“I didn’t know where you were staying,” I said. “And if I had, I still wouldn’t have come by.”
“So you’d rather watch me through my window?”
“No,” I said. “That was Fernando’s idea.”
Fernando snarled at him, baring his sharp teeth.
“Wow. It’s a pleasure to meet the infamous Fernando in the flesh,” Silas said. “I’ve read so much about you.”
Of course he had. He must have read my book forward and back, searching for the secrets to my weaknesses. We weren’t supposed to read people’s books if it wasn’t an emergency. Thoseof the library employees were kept under lock and key, so he shouldn’t have been able to find out anything about me at all. I should have figured out how he’d managed it, and looked him up first.
“You look concerned,” Silas said to me. “It’s only good things, I promise. Come in…unless you’d rather sit out here and watch.”
“No,” I said. “We’ll come in.”
Fernando growled again.
Silas reached into a bag on the floor and pulled something out—a chocolate bar—and offered it to Fernando. “I hear you like snacks.”
“Everyone likes snacks,” I said.
Fernando grabbed the chocolate with both hands, showed it to me, his wide eye beaming, and bounced on his toes with pure delight. He popped the candy into his mouth, wrapper and all.
Fernando bounded through the window, wrapped his arms around Silas’s leg, and said, “Frens.”
It had been two against one, inmyfavor. But there went my partner—straight across enemy lines, with open arms.
CHAPTER 15
“You told me he was the bad guy.” I climbed through the window, put my hands on my hips, and shot Fernando my most disapproving glare. “Now you’re hugging him?
I wasn’t surprised, really, or even disappointed. It wasn’t Fernando’s fault he had a soft spot for sweets. This entire situation was Silas’s fault for tempting him.
“And you,” I said, turning my ire to Silas. “What exactly did you read about Fernando? And how did you know we were here? Have you been keeping tabs on me?”
“I knew you were here when I heard you banging around on the ladder and then saw you spying through my window,” Silas said. “It’s difficult to see how that would lead you to believeIhave been spying onyou.”
“You couldn’t have heard us. We were quiet,” I said, knowing it was a pathetic response.
“As quiet as a herd of elephants.”
“Impossible.”
He shrugged. “Thin glass.”
“Thin excuse.”
“As to where I read about Fernando—”
“You managed to get your hands on my book,” I said. “I must admit it’s deviously impressive. But now I have something to hold over you. I can simply tell the boss—”
“Not everything is about you, Lily,” Silas said.

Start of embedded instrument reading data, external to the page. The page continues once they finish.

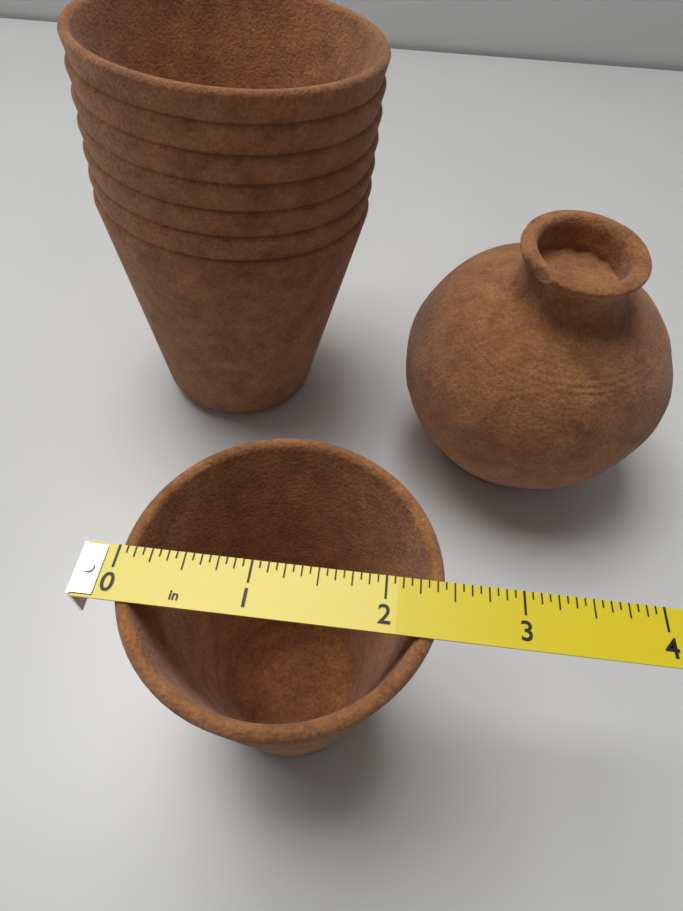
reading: 2.4375 in
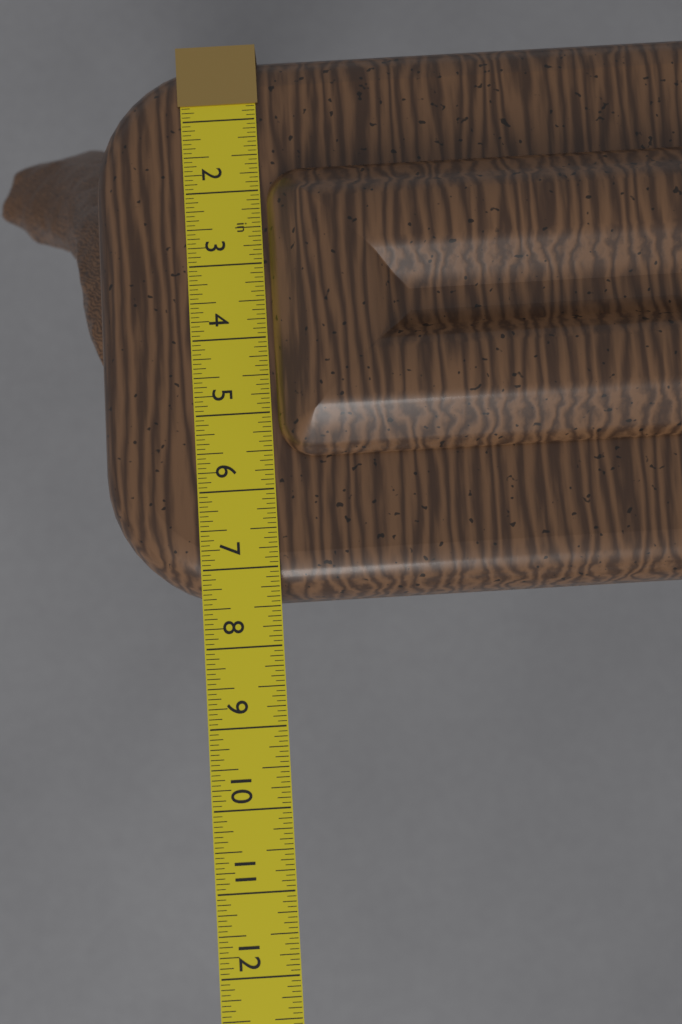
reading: 7.3750 in
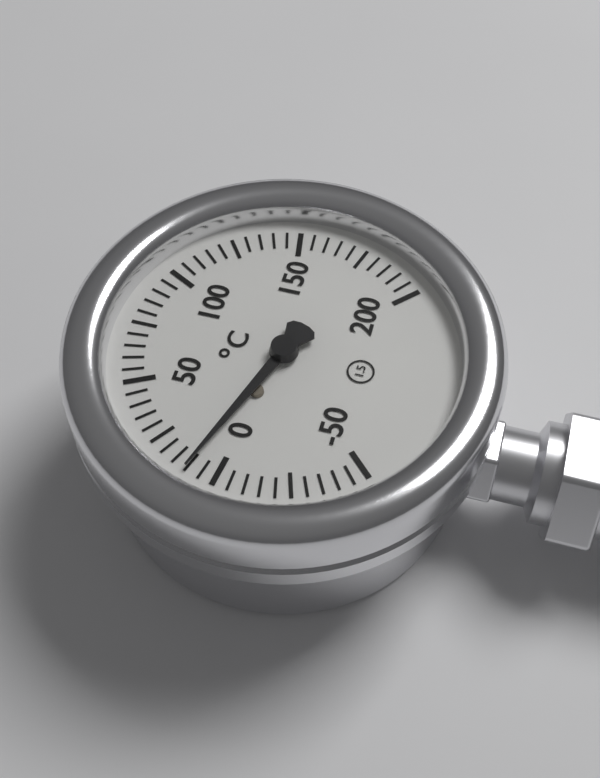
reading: 10 °C
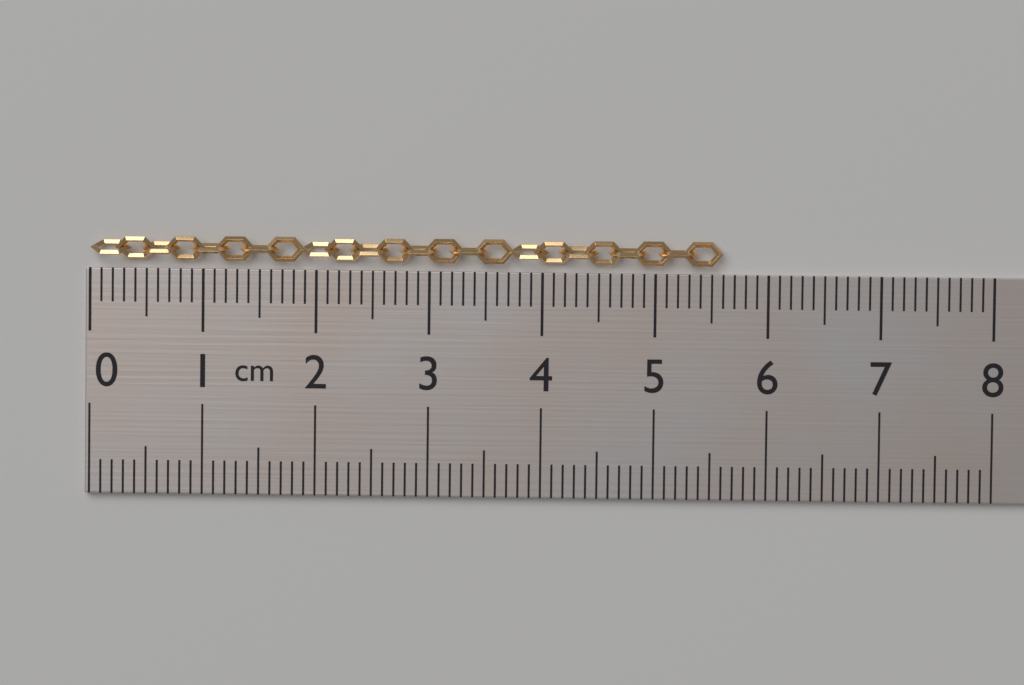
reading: 5.6 cm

My stomach hardened into a knot. How dare he. “You certainly seem bent on making it that way, constantly inserting yourself into my life, now not just professionally, but personally as well.”
“I didn’t read your book, Lily.”
I opened my mouth and snapped it back shut. The wheels turned in my head, trying to figure out how he could have gleaned information about Fernando otherwise.